Biphenyls Connected by Winding Chains

Biphenyls Connected by Winding Chains

Author: European Journal of Organic Chemistry

Organic molecules with molecular asymmetry, showing chirality without a stereogenic atom, are interesting for applications in e.g., asymmetric catalysis or chirality recognition. In contrast to molecules with a stereogenic carbon atom, chirality based on molecular asymmetry is, in theory, switchable by a conformational change without breaking and reforming a chemical bond.

Atsunori Mori, Kobe University, Japan, and colleagues have synthesized biphenyl derivatives in which two benzene rings are connected by two winding chains, resulting in molecular asymmetry (example pictured). They started from pyrene, which was reacted with NaIO4 in the presence of RuCl3 to obtain a biphenyl tetracarboxylic acid.

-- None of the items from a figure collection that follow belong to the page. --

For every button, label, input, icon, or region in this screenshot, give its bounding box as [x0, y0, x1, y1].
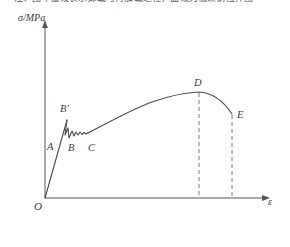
page-root: 注：图中虚线表示卸载与再加载过程，曲线为低碳钢拉伸图 · σ/MPa ε O: [0, 0, 290, 247]
clipped-header-strip: 注：图中虚线表示卸载与再加载过程，曲线为低碳钢拉伸图 ·: [0, 0, 290, 8]
point-label-A: A: [46, 141, 54, 152]
curve-yield-plateau: [65, 120, 88, 138]
x-axis-label: ε: [268, 196, 272, 207]
x-axis: [45, 195, 270, 201]
origin-label: O: [34, 200, 42, 212]
point-label-B-prime: B': [60, 103, 69, 114]
point-label-C: C: [88, 142, 96, 153]
curve-strain-hardening: [88, 92, 232, 133]
point-label-E: E: [236, 109, 244, 120]
header-page-marker: ·: [282, 0, 285, 1]
curve-elastic-line: [45, 120, 67, 198]
y-axis-label: σ/MPa: [18, 12, 45, 23]
stress-strain-figure: σ/MPa ε O A B' B C D E: [0, 8, 290, 247]
y-axis: [42, 20, 48, 198]
point-label-B: B: [68, 142, 75, 153]
point-label-D: D: [193, 77, 202, 88]
header-caption-text: 注：图中虚线表示卸载与再加载过程，曲线为低碳钢拉伸图: [14, 0, 253, 4]
stress-strain-chart: σ/MPa ε O A B' B C D E: [0, 8, 290, 247]
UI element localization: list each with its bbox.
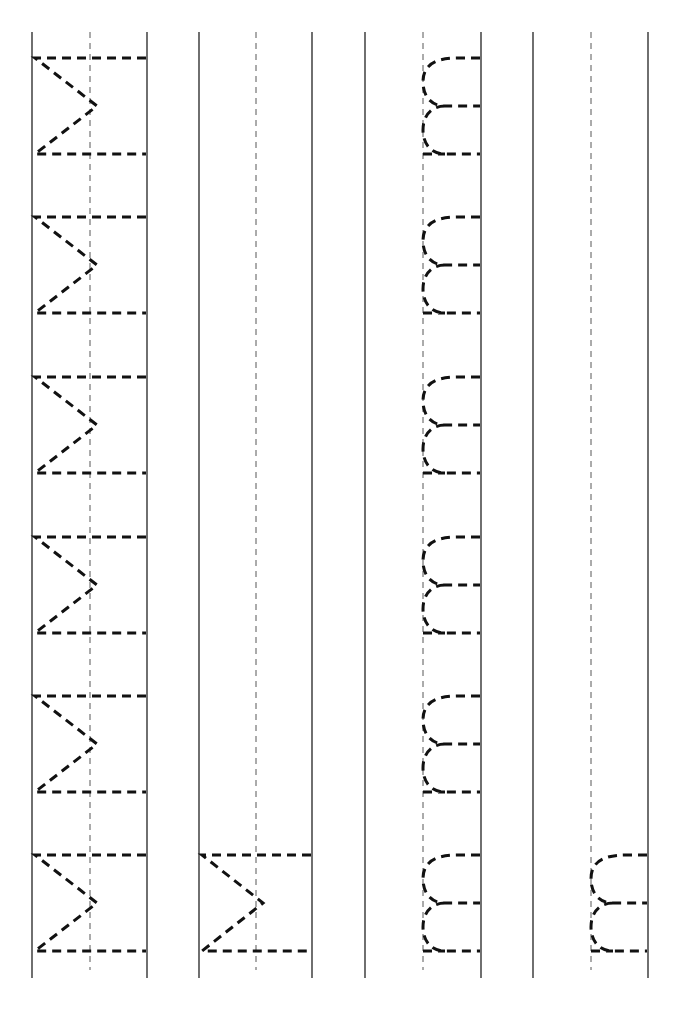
trace-letter-M [35, 855, 146, 951]
trace-letter-m [423, 537, 480, 633]
trace-letter-m [423, 696, 480, 792]
trace-letter-M [35, 377, 146, 473]
trace-letter-M [202, 855, 311, 951]
trace-letter-m [423, 377, 480, 473]
trace-letter-m [423, 855, 480, 951]
trace-letter-m [423, 217, 480, 313]
trace-letter-m [591, 855, 647, 951]
trace-letter-M [35, 537, 146, 633]
trace-letter-M [35, 696, 146, 792]
tracing-worksheet [0, 0, 687, 1025]
trace-letter-M [35, 58, 146, 154]
trace-letter-m [423, 58, 480, 154]
trace-letter-M [35, 217, 146, 313]
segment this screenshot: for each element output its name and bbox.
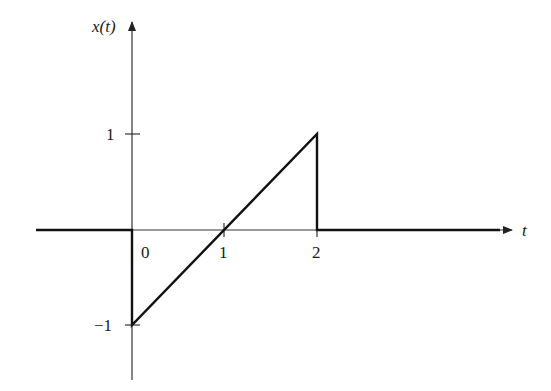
x-axis-label: t — [522, 221, 528, 240]
tick-label-x2: 2 — [312, 243, 321, 262]
signal-plot: x(t) t 0 1 2 1 −1 — [0, 0, 551, 391]
tick-label-x1: 1 — [219, 243, 228, 262]
tick-label-x0: 0 — [141, 243, 150, 262]
tick-label-y1: 1 — [106, 125, 115, 144]
y-axis-label: x(t) — [91, 17, 116, 36]
tick-label-ym1: −1 — [94, 316, 112, 335]
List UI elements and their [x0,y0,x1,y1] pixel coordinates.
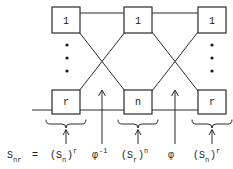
term-sr-n: ( S r ) n [121,147,148,164]
equation-lhs: S nr [7,150,21,164]
brace-middle [118,120,158,144]
node-bottom-middle-label: n [135,97,141,108]
brace-left [46,120,86,144]
node-bottom-left-label: r [63,97,69,108]
ellipsis-right [210,43,213,72]
term2-superscript: -1 [99,147,107,155]
node-top-right-label: 1 [209,16,215,27]
term2-base: φ [92,150,98,161]
node-top-middle-label: 1 [135,16,141,27]
term4-base: φ [168,150,174,161]
diagram-canvas: 1 1 1 r n r [0,0,233,169]
arrow-phi-inverse [99,90,106,144]
term3-superscript: n [144,147,148,155]
node-top-left[interactable]: 1 [52,7,80,33]
term5-subscript: n [205,156,209,164]
term5-superscript: r [216,147,220,155]
term-sn-r: ( S n ) r [50,147,77,164]
equals-sign: = [32,150,38,161]
node-top-right[interactable]: 1 [198,7,226,33]
node-bottom-right[interactable]: r [198,90,226,114]
node-bottom-middle[interactable]: n [124,90,152,114]
term1-superscript: r [73,147,77,155]
ellipsis-left [65,43,68,72]
node-bottom-left[interactable]: r [52,90,80,114]
term-sn-r-2: ( S n ) r [193,147,220,164]
term-phi: φ [168,150,174,161]
node-bottom-right-label: r [209,97,215,108]
node-top-middle[interactable]: 1 [124,7,152,33]
arrow-phi [172,90,179,144]
node-top-left-label: 1 [63,16,69,27]
figure-root: 1 1 1 r n r [0,0,233,169]
brace-right [192,120,232,144]
term3-subscript: r [133,156,137,164]
term1-subscript: n [62,156,66,164]
lhs-subscript: nr [13,156,21,164]
term-phi-inverse: φ -1 [92,147,107,161]
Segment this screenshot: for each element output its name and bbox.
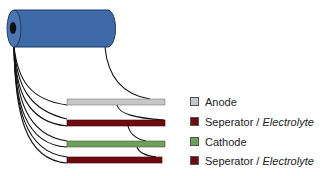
swatch-anode	[190, 97, 199, 106]
swatch-separator	[190, 156, 199, 165]
layer-separator-1	[67, 120, 165, 126]
cylinder-roll	[7, 10, 116, 47]
legend-label-italic: Electrolyte	[262, 155, 313, 167]
layer-anode	[67, 99, 165, 105]
swatch-separator	[190, 117, 199, 126]
legend-label-italic: Electrolyte	[262, 116, 313, 128]
legend-label: Cathode	[205, 136, 247, 148]
battery-diagram	[0, 0, 329, 176]
layer-separator-2	[67, 157, 162, 163]
legend-label: Anode	[205, 96, 237, 108]
legend-label: Seperator /	[205, 116, 262, 128]
swatch-cathode	[190, 137, 199, 146]
legend-label: Seperator /	[205, 155, 262, 167]
core-hole	[10, 22, 16, 34]
layer-cathode	[67, 141, 165, 147]
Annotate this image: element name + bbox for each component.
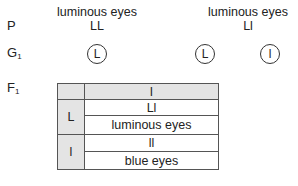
parent-left-genotype: LL xyxy=(90,19,104,33)
gamete-circle-left-1: L xyxy=(87,44,107,64)
gamete-label: L xyxy=(94,47,101,61)
gamete-circle-right-2: l xyxy=(260,44,280,64)
parent-right-genotype: Ll xyxy=(243,19,253,33)
p-row-label: P xyxy=(7,19,16,33)
parent-left-phenotype: luminous eyes xyxy=(57,5,137,19)
f1-row-label: F1 xyxy=(7,81,19,99)
punnett-square: l L Ll luminous eyes l ll blue eyes xyxy=(57,83,219,170)
gamete-label: L xyxy=(202,47,209,61)
corner-cell xyxy=(58,84,85,100)
offspring-phenotype-2: blue eyes xyxy=(85,152,219,170)
row-gamete-2: l xyxy=(58,135,85,170)
gamete-label: l xyxy=(269,47,272,61)
offspring-phenotype-1: luminous eyes xyxy=(85,116,219,135)
row-gamete-1: L xyxy=(58,100,85,135)
offspring-genotype-2: ll xyxy=(85,135,219,152)
offspring-genotype-1: Ll xyxy=(85,100,219,116)
g1-row-label: G1 xyxy=(7,46,22,64)
g-label: G xyxy=(7,45,17,60)
f-label: F xyxy=(7,80,15,95)
gamete-circle-right-1: L xyxy=(195,44,215,64)
f-subscript: 1 xyxy=(15,87,19,96)
parent-right-phenotype: luminous eyes xyxy=(208,5,288,19)
g-subscript: 1 xyxy=(17,52,21,61)
column-gamete-header: l xyxy=(85,84,219,100)
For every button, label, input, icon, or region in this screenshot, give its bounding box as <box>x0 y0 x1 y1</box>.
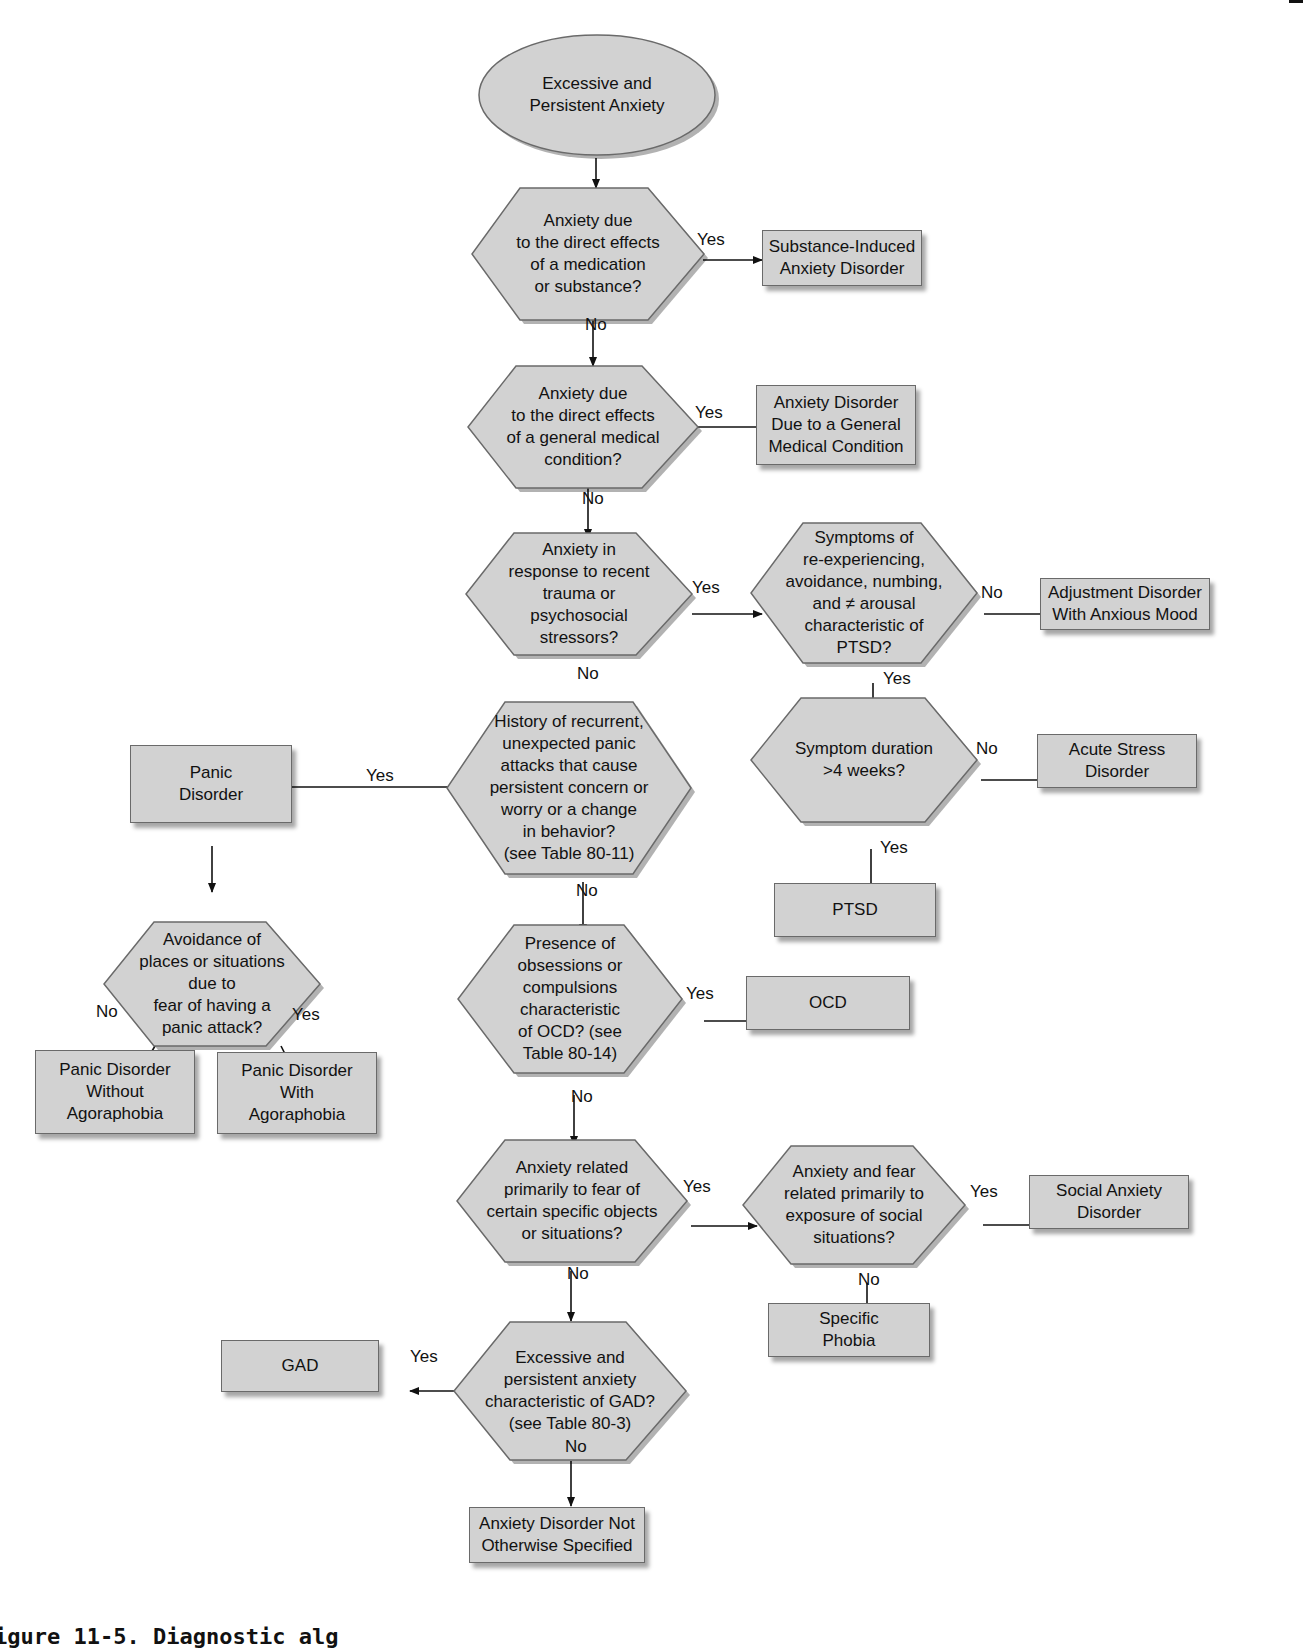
result-gad: GAD <box>221 1340 379 1392</box>
start-node-label: Excessive and Persistent Anxiety <box>477 33 717 157</box>
edge-label-medical-yes: Yes <box>695 403 723 423</box>
decision-specific-objects: Anxiety related primarily to fear of cer… <box>457 1140 687 1262</box>
decision-social-label: Anxiety and fear related primarily to ex… <box>743 1146 965 1264</box>
decision-avoidance: Avoidance of places or situations due to… <box>104 922 320 1046</box>
result-medical-condition: Anxiety Disorder Due to a General Medica… <box>756 385 916 465</box>
decision-ptsd-symptoms-label: Symptoms of re-experiencing, avoidance, … <box>751 523 977 663</box>
edge-label-trauma-yes: Yes <box>692 578 720 598</box>
decision-ptsd-symptoms: Symptoms of re-experiencing, avoidance, … <box>751 523 977 663</box>
decision-substance-label: Anxiety due to the direct effects of a m… <box>472 188 704 320</box>
result-panic-with-agoraphobia: Panic Disorder With Agoraphobia <box>217 1052 377 1134</box>
edge-label-substance-yes: Yes <box>697 230 725 250</box>
decision-panic-attacks-label: History of recurrent, unexpected panic a… <box>447 702 691 874</box>
decision-medical-label: Anxiety due to the direct effects of a g… <box>468 366 698 488</box>
decision-trauma-label: Anxiety in response to recent trauma or … <box>466 533 692 655</box>
edge-label-trauma-no: No <box>577 664 599 684</box>
result-panic-without-agoraphobia: Panic Disorder Without Agoraphobia <box>35 1050 195 1134</box>
edge-label-gad-yes: Yes <box>410 1347 438 1367</box>
edge-label-social-no: No <box>858 1270 880 1290</box>
result-acute-stress: Acute Stress Disorder <box>1037 734 1197 788</box>
decision-ocd: Presence of obsessions or compulsions ch… <box>458 925 682 1073</box>
edge-label-medical-no: No <box>582 489 604 509</box>
edge-label-ocd-no: No <box>571 1087 593 1107</box>
decision-specific-objects-label: Anxiety related primarily to fear of cer… <box>457 1140 687 1262</box>
edge-label-panic-no: No <box>576 881 598 901</box>
edge-label-ptsd-symptoms-yes: Yes <box>883 669 911 689</box>
result-ptsd: PTSD <box>774 883 936 937</box>
result-substance-induced: Substance-Induced Anxiety Disorder <box>762 230 922 286</box>
edge-label-social-yes: Yes <box>970 1182 998 1202</box>
decision-social: Anxiety and fear related primarily to ex… <box>743 1146 965 1264</box>
edge-label-avoidance-no: No <box>96 1002 118 1022</box>
edge-label-specific-yes: Yes <box>683 1177 711 1197</box>
result-anxiety-nos: Anxiety Disorder Not Otherwise Specified <box>469 1507 645 1563</box>
decision-duration-label: Symptom duration >4 weeks? <box>751 698 977 822</box>
decision-ocd-label: Presence of obsessions or compulsions ch… <box>458 925 682 1073</box>
edge-label-ocd-yes: Yes <box>686 984 714 1004</box>
result-ocd: OCD <box>746 976 910 1030</box>
start-node: Excessive and Persistent Anxiety <box>477 33 721 157</box>
decision-trauma: Anxiety in response to recent trauma or … <box>466 533 692 655</box>
edge-label-duration-no: No <box>976 739 998 759</box>
decision-duration: Symptom duration >4 weeks? <box>751 698 977 822</box>
edge-label-avoidance-yes: Yes <box>292 1005 320 1025</box>
result-specific-phobia: Specific Phobia <box>768 1303 930 1357</box>
figure-caption: igure 11-5. Diagnostic alg <box>0 1624 338 1649</box>
edge-label-substance-no: No <box>585 315 607 335</box>
decision-medical: Anxiety due to the direct effects of a g… <box>468 366 698 488</box>
edge-label-duration-yes: Yes <box>880 838 908 858</box>
edge-label-gad-no: No <box>565 1437 587 1457</box>
edge-label-specific-no: No <box>567 1264 589 1284</box>
result-social-anxiety: Social Anxiety Disorder <box>1029 1175 1189 1229</box>
result-adjustment-disorder: Adjustment Disorder With Anxious Mood <box>1040 578 1210 630</box>
page-corner-mark <box>1289 0 1303 3</box>
edge-label-ptsd-symptoms-no: No <box>981 583 1003 603</box>
result-panic-disorder: Panic Disorder <box>130 745 292 823</box>
decision-panic-attacks: History of recurrent, unexpected panic a… <box>447 702 691 874</box>
decision-avoidance-label: Avoidance of places or situations due to… <box>104 922 320 1046</box>
edge-label-panic-yes: Yes <box>366 766 394 786</box>
decision-substance: Anxiety due to the direct effects of a m… <box>472 188 704 320</box>
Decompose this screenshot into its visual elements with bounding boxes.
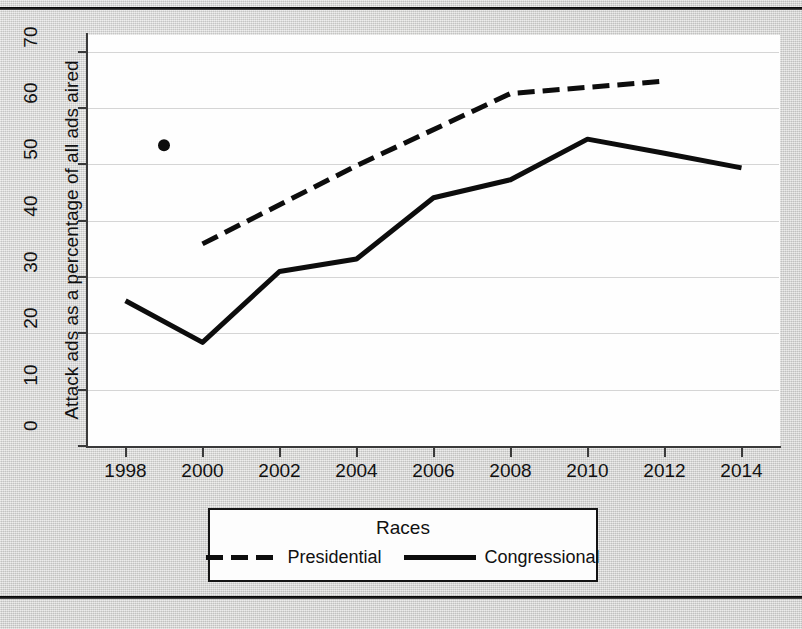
legend-entries: Presidential Congressional [210, 547, 596, 568]
dashed-line-swatch-icon [206, 555, 278, 560]
series-lines [0, 14, 802, 494]
legend-item-congressional[interactable]: Congressional [404, 547, 600, 568]
legend-label-congressional: Congressional [485, 547, 600, 568]
series-line-presidential [203, 81, 665, 244]
stray-dot-marker [158, 139, 170, 151]
top-horizontal-rule [0, 7, 802, 10]
legend-item-presidential[interactable]: Presidential [206, 547, 381, 568]
cropped-title-fragment: · , [0, 0, 802, 7]
series-line-congressional [126, 139, 742, 342]
legend-label-presidential: Presidential [287, 547, 381, 568]
solid-line-swatch-icon [404, 555, 476, 560]
bottom-horizontal-rule [0, 596, 802, 599]
chart-figure: 010203040506070 199820002002200420062008… [0, 14, 802, 494]
legend-title: Races [210, 517, 596, 539]
legend-box: Races Presidential Congressional [208, 508, 598, 582]
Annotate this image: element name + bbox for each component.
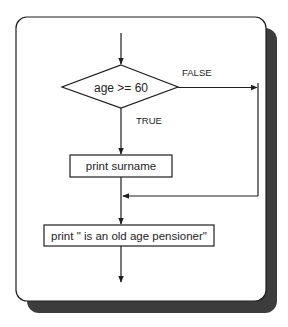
- flowchart-canvas: age >= 60 FALSE TRUE print surname print…: [0, 0, 288, 327]
- process-box-print-surname: print surname: [70, 155, 172, 177]
- process-label: print surname: [86, 160, 156, 172]
- process-box-print-pensioner: print " is an old age pensioner": [44, 225, 214, 246]
- false-label: FALSE: [182, 67, 212, 78]
- true-label: TRUE: [136, 115, 162, 126]
- decision-label: age >= 60: [94, 81, 148, 95]
- process-label: print " is an old age pensioner": [51, 230, 207, 242]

This intermediate was reduced to the corresponding tetraol. Alternatively, a brominated analogue was obtained via ozonolysis, bromination, and reduction.

The resulting tetraols were functionalized via halogenation and a reaction with an allyl Grignard reagent to obtain precursors for ring-closing metathesis. The ring-closing metathesis then closed two “chains” connecting the aromatic rings. For the brominated derivative, the team was able to obtain an X-ray crystal structure, confirming the formation of the desired product as a racemate. The researchers also used a nosyl annulation reaction (nosyl: 2-nitrobenzenesulfonyl) to obtain a similar doubly ring-closed product with nitrogen atoms in the connecting chains.

The team calls the type of chirality in the ring-closed products “double winding vine-shaped” molecular asymmetry. Density functional theory (DFT) calculations suggest that the racemization of the double winding vine biphenyls would hardly take place.